"The past does not exist. There are only infinite renderings of it."
In his final book, "Travels With Herodotus", the late Polish journalist Ryszard Kapuscinski ponders a life spent thumbing through "The Histories" while his work took him to Africa, Iran, India and China.
Both books are a reminder, especially to Westerners, that there is a world out there - and it has things to teach us.
Kapuscinski writes only briefly about his time in Iran probably because he devoted an earlier book to that experience. But Iran - Persia - is always in the background as Kapucinski considers Herodotus' chronicle of the war between the Greeks and the Persians and the nature of those two powers.
In Kapuscinski's view the Greeks prevailed because Greek life embodied a semblance of self determination and popular representation, unlike the all powerful monarchy of the Persian Empire (albeit an at times benevolent one under rulers like Cyrus the Great). His argument is essentially that a free people will prevail because they're motivated to fight for what they have:
"On one side from the East, comes an immense powerful steamroller, a blind force subject to the despotic will of a king-master, a king-god. On the other side sprawls the scattered, internally quarrelsome Greek world, rife with disputes and antagonisms, a world of tribes and independent cities without a common government to bind them..."
We are reminded by Herodotus and Kapuscinski, as we are time and again when we read everything from Edward Gibbon's "The Decline and Fall of the Roman Empire" to Graham Greene's "The Quiet American" of the lessons of history: That power corrupts not only those who wield it, but those who are subjected to it. Self-preservation and cynicism replaces citizenship. We have nothing to say in defense of anything, we are only against something. Our compassion is flickering, our desire for retribution abiding.
One passage in Kapuscinski chilled me as I read it. He was writing about the Third World. I was thinking about the world I live in:
"At any moment and for whatever reason, these people, to whom no one pays attention, whom no one needs, can form into a crowd, a throng, a mob, which has an opinion about everything, has time for everything, and would like to participate in something, mean something.
All dictatorships take advantage of this idle magma. They don't even need to maintain an expensive army of full-time policemen. It suffices to reach out to these people searching for some significance in life. Give them the sense that they can be of use, that someone is counting on them for something, that they have been noticed, that they have a purpose."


### What to produce
This exercise calls for copying every line below that holds the word "input".

### Material to process
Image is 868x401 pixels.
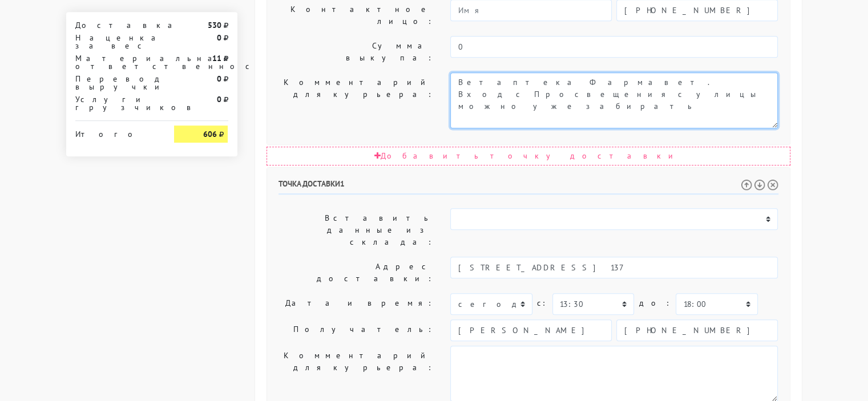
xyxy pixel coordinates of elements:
span: 1 [340,179,345,189]
textarea: Ветаптека Фармавет. Вход с Просвещения с улицы [450,72,778,128]
label: Вставить данные из склада: [270,209,442,252]
label: Получатель: [270,320,442,341]
strong: 0 [217,73,221,84]
label: Сумма выкупа: [270,36,442,68]
div: Добавить точку доставки [267,147,790,165]
label: Комментарий для курьера: [270,72,442,128]
label: до: [639,294,671,313]
strong: 530 [207,20,221,30]
div: Итого [75,126,157,138]
strong: 0 [217,33,221,43]
div: Перевод выручки [67,75,166,91]
div: Услуги грузчиков [67,96,166,111]
label: c: [537,294,548,313]
div: Наценка за вес [67,34,166,49]
strong: 0 [217,94,221,104]
label: Адрес доставки: [270,257,442,289]
strong: 606 [202,129,217,139]
div: Доставка [67,21,166,29]
h6: Точка доставки [278,180,779,194]
div: Материальная ответственность [67,54,166,70]
input: Имя [450,320,612,341]
input: Телефон [616,320,778,341]
strong: 11 [212,53,221,64]
label: Дата и время: [270,294,442,315]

### Solution below
input: Имя [450,320,612,341]
input: Телефон [616,320,778,341]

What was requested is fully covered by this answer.